Wednesday, February 06, 2008

The Real Quagmire

Another author makes an attempt to clear up the record of the Tet Offensive. Lord knows, I've tried, but truth be told, yet another will have no impact on the anti-war side here. They "know" what happened in Tet in 1968 without actually comprehending one bit. Ignorant of military affairs and history in general, they believe they can draw lessons from 1968 to apply to 2008.

But I digress. Here's another effort to set the record straight:

As the Washington Post's Saigon bureau chief Peter Braestrup documented in his 1977 book, "The Big Story," the desperate fury of the communist attacks including on Saigon, where most reporters lived and worked, caught the press by surprise. (Not the military: It had been expecting an attack and had been on full alert since Jan. 24.) It also put many reporters in physical danger for the first time. Braestrup, a former Marine, calculated that only 40 of 354 print and TV journalists covering the war at the time had seen any real fighting. Their own panic deeply colored their reportage, suggesting that the communist assault had flung Vietnam into chaos.

Their editors at home, like CBS's Walter Cronkite, seized on the distorted reporting to discredit the military's version of events. The Viet Cong insurgency was in its death throes, just as U.S. military officials assured the American people at the time. Yet the press version painted a different picture.

To quote Braestrup, "the media tended to leave the shock and confusion of early February, as then perceived, fixed as the final impression of Tet" and of Vietnam generally. "Drama was perpetuated at the expense of information," and "the negative trend" of media reporting "added to the distortion of the real situation on the ground in Vietnam."

The North Vietnamese were delighted. On the heels of their devastating defeat, Hanoi increasingly shifted its propaganda efforts toward the media and the antiwar movement. Causing American (not South Vietnamese) casualties, even at heavy cost, became a battlefield objective in order to reinforce the American media's narrative of a failing policy in Vietnam.


The struggle to correct the false history of Tet and Vietnam is darned close to being a quagmire in the face of entrenched opponents clinging to a narrative of defeat, but it is a fight that we have to wage without tiring even if it seems like no progress is made. Today, people are dying as the price of the Vietnam-fueled "dissent" over the Iraq War.

One day, the current holders of the false history ot Tet will pass from the scene. Perhaps then the struggle to simply have an accurate history of Tet 1968 will bear fruit. We owe it to future soldiers and Marines who, because of the accepted Tet narrative, will be targetted by enemies in the belief that they can pull their own Tet on America's reporters and people if only they can send enough body bags home to us.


▶ _DIRECTIONS FOR THIS TASK_
Each line of the material below that holds the word "routing" needs to be copied.
□ □ □
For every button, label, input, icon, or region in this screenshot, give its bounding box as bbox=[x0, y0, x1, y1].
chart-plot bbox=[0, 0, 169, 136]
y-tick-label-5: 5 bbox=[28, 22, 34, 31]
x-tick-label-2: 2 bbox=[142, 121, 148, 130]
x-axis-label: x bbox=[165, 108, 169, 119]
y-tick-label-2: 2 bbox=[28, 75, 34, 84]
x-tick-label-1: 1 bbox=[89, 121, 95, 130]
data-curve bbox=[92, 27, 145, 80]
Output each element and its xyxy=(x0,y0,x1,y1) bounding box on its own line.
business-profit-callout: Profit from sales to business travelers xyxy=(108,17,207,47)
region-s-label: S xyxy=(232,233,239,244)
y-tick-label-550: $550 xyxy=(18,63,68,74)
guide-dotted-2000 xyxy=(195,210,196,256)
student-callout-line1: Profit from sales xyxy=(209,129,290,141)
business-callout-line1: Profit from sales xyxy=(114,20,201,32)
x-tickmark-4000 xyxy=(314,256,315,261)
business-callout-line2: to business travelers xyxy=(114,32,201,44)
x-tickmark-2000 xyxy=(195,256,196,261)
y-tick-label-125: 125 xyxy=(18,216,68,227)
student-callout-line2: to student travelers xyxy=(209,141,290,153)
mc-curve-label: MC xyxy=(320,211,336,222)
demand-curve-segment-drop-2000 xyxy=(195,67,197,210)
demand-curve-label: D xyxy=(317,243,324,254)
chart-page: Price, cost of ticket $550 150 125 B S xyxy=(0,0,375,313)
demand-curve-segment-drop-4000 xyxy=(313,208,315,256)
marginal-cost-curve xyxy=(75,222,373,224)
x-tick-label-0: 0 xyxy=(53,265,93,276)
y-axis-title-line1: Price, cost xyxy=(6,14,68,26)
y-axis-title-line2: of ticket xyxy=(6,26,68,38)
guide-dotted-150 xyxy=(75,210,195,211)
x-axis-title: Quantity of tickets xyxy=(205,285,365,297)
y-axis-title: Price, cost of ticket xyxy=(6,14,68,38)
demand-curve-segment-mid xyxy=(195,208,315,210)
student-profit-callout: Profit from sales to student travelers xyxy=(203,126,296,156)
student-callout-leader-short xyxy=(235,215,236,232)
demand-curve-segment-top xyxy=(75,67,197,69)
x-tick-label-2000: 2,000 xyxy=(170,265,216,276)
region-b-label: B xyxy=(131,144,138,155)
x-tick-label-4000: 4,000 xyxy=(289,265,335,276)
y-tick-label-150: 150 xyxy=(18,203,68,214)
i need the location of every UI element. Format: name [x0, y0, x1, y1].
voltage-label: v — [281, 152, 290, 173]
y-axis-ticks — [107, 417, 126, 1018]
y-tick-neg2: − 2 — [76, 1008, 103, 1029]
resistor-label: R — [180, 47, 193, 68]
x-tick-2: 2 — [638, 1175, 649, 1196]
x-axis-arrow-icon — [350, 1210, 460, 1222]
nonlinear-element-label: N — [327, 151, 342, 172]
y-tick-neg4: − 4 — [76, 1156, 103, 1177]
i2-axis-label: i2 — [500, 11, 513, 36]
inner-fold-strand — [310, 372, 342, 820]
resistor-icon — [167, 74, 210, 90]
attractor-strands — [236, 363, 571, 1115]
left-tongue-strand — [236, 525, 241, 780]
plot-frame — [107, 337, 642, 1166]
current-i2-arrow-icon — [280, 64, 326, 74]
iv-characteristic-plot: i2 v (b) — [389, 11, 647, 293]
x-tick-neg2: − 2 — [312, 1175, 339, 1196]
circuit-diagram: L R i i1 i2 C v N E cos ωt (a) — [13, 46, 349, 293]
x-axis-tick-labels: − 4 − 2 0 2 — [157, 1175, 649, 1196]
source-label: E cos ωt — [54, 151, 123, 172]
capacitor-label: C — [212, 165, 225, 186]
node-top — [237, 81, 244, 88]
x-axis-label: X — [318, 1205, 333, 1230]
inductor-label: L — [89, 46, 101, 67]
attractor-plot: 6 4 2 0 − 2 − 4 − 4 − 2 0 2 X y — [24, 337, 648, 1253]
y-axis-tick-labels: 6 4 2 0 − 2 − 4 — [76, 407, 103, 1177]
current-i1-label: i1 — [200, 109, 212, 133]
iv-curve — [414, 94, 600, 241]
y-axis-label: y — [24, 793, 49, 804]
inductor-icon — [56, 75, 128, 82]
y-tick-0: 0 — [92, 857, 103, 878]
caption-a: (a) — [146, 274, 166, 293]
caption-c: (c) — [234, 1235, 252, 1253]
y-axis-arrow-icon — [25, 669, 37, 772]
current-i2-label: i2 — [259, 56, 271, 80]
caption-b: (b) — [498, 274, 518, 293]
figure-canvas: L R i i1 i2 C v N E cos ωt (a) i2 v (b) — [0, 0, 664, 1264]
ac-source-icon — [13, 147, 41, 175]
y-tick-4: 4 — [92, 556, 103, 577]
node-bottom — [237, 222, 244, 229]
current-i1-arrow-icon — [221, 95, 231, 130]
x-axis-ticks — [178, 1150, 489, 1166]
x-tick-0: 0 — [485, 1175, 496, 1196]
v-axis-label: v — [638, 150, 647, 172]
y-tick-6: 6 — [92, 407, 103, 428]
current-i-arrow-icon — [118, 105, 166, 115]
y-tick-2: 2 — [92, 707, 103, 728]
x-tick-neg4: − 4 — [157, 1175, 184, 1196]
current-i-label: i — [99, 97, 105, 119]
□ □ □
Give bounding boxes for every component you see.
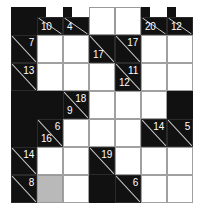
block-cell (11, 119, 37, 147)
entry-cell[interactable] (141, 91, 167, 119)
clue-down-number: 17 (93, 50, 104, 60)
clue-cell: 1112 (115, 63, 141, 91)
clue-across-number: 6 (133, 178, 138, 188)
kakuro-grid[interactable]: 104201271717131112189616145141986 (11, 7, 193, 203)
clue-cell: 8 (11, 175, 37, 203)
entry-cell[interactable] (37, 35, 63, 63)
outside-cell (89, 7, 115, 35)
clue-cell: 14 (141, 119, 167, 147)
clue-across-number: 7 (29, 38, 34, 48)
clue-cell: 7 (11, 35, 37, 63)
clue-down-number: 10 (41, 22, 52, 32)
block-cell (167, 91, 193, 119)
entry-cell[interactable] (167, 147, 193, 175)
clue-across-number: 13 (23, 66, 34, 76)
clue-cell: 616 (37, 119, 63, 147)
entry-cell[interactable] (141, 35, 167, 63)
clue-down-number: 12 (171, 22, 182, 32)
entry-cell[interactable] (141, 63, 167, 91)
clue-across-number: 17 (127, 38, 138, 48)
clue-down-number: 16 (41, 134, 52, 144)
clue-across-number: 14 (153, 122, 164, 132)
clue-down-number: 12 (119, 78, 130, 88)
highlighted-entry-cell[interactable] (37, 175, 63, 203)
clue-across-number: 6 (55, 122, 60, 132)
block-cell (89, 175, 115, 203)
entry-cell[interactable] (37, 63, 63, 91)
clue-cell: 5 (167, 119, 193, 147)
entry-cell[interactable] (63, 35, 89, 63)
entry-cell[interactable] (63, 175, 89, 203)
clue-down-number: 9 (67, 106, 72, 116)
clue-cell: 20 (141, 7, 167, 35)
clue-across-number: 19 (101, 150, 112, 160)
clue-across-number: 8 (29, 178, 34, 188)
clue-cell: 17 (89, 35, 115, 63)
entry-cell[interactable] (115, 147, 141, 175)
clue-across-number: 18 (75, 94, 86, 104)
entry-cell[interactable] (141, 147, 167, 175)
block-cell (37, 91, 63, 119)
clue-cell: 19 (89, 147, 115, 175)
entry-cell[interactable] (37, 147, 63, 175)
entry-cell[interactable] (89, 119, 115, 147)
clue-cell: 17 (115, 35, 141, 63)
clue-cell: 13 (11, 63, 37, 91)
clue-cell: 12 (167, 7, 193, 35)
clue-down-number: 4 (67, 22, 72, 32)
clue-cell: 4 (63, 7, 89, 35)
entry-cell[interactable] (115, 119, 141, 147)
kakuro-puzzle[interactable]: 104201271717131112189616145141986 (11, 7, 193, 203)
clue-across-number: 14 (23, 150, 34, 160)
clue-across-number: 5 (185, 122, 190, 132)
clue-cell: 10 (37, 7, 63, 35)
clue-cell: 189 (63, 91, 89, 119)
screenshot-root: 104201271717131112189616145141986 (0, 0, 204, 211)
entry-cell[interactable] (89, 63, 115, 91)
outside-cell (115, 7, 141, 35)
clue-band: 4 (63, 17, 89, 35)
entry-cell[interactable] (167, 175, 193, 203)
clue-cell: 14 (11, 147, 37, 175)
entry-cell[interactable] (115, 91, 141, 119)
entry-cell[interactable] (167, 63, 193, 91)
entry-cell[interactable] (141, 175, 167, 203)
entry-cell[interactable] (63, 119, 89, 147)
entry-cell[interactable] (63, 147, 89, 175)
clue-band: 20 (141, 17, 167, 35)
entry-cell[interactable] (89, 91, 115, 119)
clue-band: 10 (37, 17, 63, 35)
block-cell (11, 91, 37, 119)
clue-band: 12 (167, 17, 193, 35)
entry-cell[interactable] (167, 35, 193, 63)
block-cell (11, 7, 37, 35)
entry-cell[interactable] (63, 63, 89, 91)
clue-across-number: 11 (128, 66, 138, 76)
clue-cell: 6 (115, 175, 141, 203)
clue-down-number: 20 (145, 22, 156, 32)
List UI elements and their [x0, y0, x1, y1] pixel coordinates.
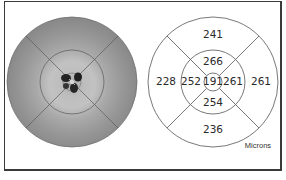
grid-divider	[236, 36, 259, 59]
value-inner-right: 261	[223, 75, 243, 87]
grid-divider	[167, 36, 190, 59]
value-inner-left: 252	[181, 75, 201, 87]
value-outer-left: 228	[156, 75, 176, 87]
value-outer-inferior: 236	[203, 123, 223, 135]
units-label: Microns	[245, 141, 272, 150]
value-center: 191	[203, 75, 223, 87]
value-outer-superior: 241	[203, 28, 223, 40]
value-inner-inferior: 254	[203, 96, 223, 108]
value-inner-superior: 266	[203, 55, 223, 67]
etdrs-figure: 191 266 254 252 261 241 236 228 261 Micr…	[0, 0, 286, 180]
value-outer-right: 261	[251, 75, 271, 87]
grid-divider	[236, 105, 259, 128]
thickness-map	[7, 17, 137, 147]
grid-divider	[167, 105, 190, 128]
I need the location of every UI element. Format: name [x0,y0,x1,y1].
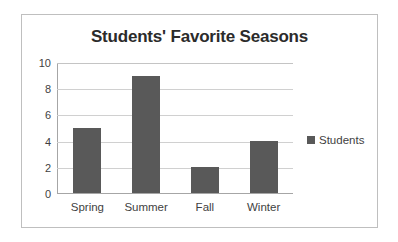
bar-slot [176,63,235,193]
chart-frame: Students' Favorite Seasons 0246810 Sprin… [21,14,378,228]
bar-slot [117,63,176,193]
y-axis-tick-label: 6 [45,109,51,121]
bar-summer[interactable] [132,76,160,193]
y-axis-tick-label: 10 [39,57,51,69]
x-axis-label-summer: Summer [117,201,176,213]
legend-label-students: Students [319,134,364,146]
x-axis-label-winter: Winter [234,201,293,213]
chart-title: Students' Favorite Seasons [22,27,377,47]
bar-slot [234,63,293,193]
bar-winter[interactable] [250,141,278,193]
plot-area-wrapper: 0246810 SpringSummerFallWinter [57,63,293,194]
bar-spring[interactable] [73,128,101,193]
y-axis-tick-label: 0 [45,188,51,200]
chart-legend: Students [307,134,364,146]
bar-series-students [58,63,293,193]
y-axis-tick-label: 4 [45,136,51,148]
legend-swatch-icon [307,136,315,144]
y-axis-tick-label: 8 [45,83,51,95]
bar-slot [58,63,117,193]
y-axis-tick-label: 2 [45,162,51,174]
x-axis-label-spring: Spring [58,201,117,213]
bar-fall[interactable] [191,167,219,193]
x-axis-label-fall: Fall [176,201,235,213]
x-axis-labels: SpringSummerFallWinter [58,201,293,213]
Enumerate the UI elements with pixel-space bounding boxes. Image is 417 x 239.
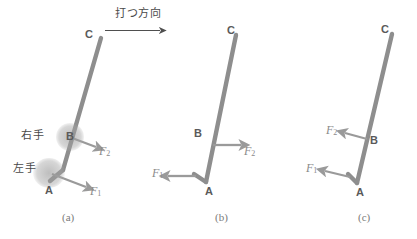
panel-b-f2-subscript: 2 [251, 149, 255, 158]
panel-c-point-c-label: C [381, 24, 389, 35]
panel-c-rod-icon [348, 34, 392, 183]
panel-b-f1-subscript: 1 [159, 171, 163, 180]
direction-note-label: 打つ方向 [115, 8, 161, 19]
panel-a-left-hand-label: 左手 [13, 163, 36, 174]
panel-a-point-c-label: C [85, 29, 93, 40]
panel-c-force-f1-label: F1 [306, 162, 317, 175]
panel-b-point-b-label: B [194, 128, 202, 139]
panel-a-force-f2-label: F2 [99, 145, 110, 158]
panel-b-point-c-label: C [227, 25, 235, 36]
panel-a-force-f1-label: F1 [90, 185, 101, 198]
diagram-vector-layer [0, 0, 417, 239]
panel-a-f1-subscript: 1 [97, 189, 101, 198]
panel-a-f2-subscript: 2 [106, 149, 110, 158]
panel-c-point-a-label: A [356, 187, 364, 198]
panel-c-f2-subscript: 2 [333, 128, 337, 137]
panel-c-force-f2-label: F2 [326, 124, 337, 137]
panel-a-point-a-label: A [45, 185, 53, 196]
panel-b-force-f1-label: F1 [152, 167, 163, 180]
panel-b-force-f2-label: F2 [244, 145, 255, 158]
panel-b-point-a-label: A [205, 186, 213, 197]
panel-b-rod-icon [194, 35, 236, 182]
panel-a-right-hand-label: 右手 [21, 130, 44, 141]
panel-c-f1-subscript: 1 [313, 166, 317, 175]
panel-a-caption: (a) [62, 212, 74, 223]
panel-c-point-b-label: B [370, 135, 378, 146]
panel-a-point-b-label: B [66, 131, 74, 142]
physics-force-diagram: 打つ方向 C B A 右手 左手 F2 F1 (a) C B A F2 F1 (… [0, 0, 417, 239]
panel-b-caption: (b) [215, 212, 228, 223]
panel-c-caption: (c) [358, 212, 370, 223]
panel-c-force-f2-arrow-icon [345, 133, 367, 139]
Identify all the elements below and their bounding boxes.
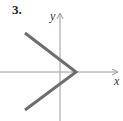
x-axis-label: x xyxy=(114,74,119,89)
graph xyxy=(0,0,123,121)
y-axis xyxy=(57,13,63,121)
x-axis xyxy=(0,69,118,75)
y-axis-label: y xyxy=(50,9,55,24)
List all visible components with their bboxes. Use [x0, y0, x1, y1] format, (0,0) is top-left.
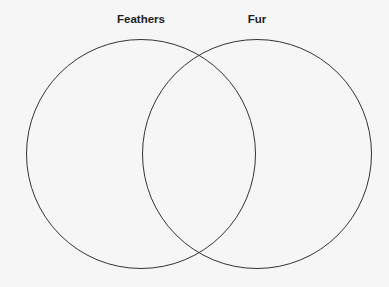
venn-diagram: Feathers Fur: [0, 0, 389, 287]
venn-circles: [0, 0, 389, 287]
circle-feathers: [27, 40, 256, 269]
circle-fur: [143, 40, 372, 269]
□ □ □
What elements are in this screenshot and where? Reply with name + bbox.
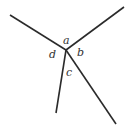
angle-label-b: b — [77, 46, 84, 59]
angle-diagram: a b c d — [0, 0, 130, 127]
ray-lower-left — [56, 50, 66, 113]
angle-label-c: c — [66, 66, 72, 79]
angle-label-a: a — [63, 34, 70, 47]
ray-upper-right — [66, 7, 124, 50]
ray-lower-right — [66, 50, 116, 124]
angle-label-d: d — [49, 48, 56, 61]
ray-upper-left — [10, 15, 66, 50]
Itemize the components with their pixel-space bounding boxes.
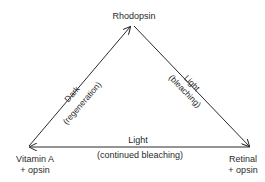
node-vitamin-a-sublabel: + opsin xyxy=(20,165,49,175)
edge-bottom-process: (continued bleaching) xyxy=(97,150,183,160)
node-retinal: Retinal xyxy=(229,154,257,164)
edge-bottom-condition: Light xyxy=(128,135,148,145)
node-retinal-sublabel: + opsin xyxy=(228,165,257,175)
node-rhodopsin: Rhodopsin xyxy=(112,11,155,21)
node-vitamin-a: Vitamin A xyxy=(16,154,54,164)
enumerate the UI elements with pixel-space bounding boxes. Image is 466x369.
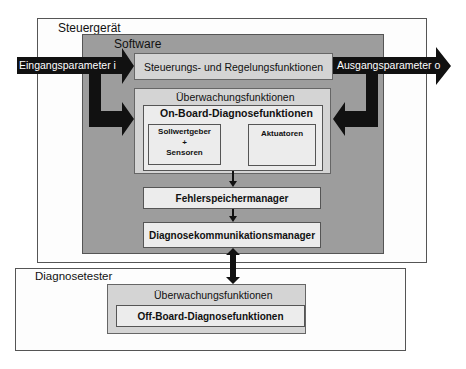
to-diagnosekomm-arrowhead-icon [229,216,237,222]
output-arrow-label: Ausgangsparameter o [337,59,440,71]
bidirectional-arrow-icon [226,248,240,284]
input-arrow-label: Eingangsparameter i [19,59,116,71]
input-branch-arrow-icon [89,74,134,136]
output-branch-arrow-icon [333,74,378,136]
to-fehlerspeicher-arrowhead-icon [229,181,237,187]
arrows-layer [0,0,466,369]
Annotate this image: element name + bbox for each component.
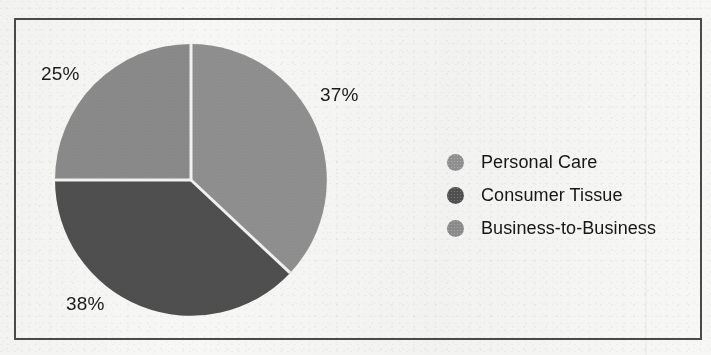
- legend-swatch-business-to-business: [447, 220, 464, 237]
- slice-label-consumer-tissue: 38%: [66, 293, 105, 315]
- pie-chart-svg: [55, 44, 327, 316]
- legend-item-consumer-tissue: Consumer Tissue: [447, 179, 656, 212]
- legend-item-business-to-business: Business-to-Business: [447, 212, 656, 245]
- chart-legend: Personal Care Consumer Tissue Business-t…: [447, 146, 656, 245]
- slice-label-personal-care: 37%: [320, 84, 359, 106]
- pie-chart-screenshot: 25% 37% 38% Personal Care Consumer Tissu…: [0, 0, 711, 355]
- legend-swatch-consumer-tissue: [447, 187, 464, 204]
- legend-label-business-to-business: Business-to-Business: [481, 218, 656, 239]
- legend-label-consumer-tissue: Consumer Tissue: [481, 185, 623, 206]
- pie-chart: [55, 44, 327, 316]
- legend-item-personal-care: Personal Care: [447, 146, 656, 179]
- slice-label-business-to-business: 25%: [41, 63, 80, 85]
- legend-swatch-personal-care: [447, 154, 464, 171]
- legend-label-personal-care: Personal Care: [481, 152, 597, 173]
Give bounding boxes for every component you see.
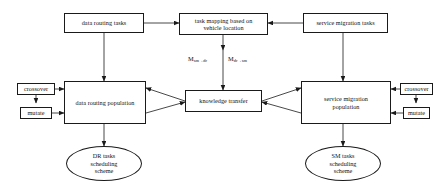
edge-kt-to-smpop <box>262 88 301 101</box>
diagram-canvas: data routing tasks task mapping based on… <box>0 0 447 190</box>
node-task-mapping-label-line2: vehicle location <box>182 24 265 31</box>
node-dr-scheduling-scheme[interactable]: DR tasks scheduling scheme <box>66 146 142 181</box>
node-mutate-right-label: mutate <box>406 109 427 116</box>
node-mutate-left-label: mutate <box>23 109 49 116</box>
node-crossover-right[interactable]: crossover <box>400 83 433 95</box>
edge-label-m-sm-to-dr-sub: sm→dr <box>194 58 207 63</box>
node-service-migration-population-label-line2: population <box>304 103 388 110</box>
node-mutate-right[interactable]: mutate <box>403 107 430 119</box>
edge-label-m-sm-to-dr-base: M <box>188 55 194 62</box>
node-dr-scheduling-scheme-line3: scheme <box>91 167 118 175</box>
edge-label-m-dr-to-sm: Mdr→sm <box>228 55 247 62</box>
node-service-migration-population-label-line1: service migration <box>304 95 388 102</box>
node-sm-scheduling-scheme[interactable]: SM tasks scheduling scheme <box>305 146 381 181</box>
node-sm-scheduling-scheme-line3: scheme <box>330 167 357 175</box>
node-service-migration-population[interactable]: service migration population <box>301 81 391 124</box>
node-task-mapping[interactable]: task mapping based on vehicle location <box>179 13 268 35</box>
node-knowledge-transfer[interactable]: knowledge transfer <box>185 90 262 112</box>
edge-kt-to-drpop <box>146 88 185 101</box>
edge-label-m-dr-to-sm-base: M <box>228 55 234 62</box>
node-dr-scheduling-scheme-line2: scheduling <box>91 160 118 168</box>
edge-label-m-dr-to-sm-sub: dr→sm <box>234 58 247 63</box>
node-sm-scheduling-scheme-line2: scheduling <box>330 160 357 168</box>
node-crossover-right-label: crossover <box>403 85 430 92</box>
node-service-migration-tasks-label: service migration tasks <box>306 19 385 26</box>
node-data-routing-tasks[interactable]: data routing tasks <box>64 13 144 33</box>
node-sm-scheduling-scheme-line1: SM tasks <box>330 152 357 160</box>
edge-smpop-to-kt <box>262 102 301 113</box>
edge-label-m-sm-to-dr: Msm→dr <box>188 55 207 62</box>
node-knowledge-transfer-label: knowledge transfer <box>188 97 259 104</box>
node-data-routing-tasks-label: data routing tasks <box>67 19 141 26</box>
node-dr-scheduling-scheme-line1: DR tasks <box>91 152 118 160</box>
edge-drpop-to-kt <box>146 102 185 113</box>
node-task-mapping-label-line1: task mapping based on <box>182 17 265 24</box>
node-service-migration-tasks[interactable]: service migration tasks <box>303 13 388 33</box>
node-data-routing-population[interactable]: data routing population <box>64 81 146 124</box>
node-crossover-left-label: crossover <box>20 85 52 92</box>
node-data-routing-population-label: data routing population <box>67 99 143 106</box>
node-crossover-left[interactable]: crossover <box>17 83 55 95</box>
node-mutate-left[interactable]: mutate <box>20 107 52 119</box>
□ □ □
▶ _YOUR RESPONSE_
diagram-canvas: data routing tasks task mapping based on… <box>0 0 447 190</box>
node-data-routing-tasks[interactable]: data routing tasks <box>64 13 144 33</box>
node-data-routing-tasks-label: data routing tasks <box>67 19 141 26</box>
node-data-routing-population[interactable]: data routing population <box>64 81 146 124</box>
node-data-routing-population-label: data routing population <box>67 99 143 106</box>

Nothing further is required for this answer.